The “horrific” impact of the third national lockdown has been laid bare in a major new study which identified a major decline in children’s physical fitness and two thirds thought that pupils had gained excessive weight.
“The stark picture painted by this research reinforces the huge toll the pandemic has taken on young people’s wellbeing and why a focus on sport and activity needs to be an essential part of their recovery” said Ali Oliver, the CEO of the Youth Sports Trust.
This is the largest analysis of how the winter lockdown impacted young people, also records alarming drops in pupil resilience, activity levels, social interaction and fundamental movement skills.
School leaders are now actively prioritising physical activity during the summer term, but the findings will amplify calls for a long-term national strategy and future guarantees over the £320 million PE and Sport Premium. This is an annual payment which is ringfenced to improve the provision of PE, school sport and physical activity levels in primary schools, whether through staff training, specialist coaching or resources.
Of 2,647 schools (85 Manchester schools) that were surveyed, teachers were asked to score how children had returned from nine weeks of lockdown between January 4 and March 8 according to a series of key physical and emotional measurements.
On the physical, 84 per cent of schools judged that children had experienced a decline in fitness, 66 per cent said that children had gained excessive weight and 67 per cent recorded a regression of pupils’ fundamental skills and movement.
Almost two-thirds of schools judged children to have a lower resilience and 60 per cent reported that the general wellbeing of pupils had regressed against an improvement of only 5 per cent.
The survey data also found that children in urban communities were more likely to have been impacted than those in rural areas surrounded by more open space.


Task brief> In the records below, find every line that contains "PACIFIC" and list it.

Data entries for graphics>
┌────────
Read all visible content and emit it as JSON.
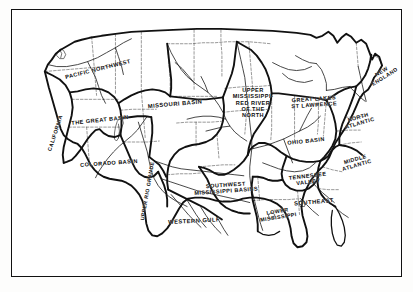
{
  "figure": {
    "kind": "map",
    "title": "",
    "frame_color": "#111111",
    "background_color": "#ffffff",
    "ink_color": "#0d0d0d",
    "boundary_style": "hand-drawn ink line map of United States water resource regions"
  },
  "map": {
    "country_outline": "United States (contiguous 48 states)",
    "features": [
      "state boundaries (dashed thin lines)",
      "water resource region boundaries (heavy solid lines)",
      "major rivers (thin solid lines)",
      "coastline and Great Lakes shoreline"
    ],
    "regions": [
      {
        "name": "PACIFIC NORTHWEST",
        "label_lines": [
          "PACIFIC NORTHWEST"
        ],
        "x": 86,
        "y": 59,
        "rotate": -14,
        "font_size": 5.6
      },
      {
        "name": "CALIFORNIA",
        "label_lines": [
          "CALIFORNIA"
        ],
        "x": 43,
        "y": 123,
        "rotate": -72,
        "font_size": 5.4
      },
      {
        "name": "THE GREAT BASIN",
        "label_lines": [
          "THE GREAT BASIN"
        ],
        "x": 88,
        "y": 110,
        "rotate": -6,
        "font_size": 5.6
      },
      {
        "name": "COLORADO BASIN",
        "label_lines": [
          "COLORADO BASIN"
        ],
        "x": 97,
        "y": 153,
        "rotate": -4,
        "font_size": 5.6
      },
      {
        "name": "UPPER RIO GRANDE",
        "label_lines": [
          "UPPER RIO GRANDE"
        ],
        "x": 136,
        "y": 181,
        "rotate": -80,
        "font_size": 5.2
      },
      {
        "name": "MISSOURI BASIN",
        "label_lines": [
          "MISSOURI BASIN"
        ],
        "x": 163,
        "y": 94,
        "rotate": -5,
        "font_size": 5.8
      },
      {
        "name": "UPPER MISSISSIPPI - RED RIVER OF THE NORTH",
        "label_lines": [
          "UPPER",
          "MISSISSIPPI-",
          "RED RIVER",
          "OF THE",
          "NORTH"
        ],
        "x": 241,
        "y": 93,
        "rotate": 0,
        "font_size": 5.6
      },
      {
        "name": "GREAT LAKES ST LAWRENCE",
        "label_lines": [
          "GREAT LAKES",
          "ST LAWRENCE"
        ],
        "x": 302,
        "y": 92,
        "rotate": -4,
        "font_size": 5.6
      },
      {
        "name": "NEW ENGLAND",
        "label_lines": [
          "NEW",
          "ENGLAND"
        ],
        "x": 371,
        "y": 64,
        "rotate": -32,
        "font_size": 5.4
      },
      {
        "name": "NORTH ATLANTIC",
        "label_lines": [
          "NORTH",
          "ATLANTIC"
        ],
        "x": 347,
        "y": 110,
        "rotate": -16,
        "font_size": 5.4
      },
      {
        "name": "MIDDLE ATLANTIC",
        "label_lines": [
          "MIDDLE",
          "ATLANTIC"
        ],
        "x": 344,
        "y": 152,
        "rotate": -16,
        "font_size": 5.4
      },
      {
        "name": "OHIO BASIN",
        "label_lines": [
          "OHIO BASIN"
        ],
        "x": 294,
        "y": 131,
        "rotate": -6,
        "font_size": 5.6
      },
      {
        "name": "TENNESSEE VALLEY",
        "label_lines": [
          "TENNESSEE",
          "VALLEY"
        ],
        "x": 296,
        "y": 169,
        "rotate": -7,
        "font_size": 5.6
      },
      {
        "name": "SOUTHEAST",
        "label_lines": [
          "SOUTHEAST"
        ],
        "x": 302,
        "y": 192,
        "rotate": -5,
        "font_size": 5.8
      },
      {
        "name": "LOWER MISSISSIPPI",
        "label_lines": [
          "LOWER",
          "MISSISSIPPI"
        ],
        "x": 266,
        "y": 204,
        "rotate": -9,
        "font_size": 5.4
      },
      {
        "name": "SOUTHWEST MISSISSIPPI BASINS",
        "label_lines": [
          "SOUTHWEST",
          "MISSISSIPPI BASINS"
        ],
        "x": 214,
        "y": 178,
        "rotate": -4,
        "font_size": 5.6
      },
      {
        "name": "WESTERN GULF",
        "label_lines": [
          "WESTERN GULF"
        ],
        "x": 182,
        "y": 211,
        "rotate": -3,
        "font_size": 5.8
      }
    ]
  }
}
└────────
Written reply>
        "name": "PACIFIC NORTHWEST",
          "PACIFIC NORTHWEST"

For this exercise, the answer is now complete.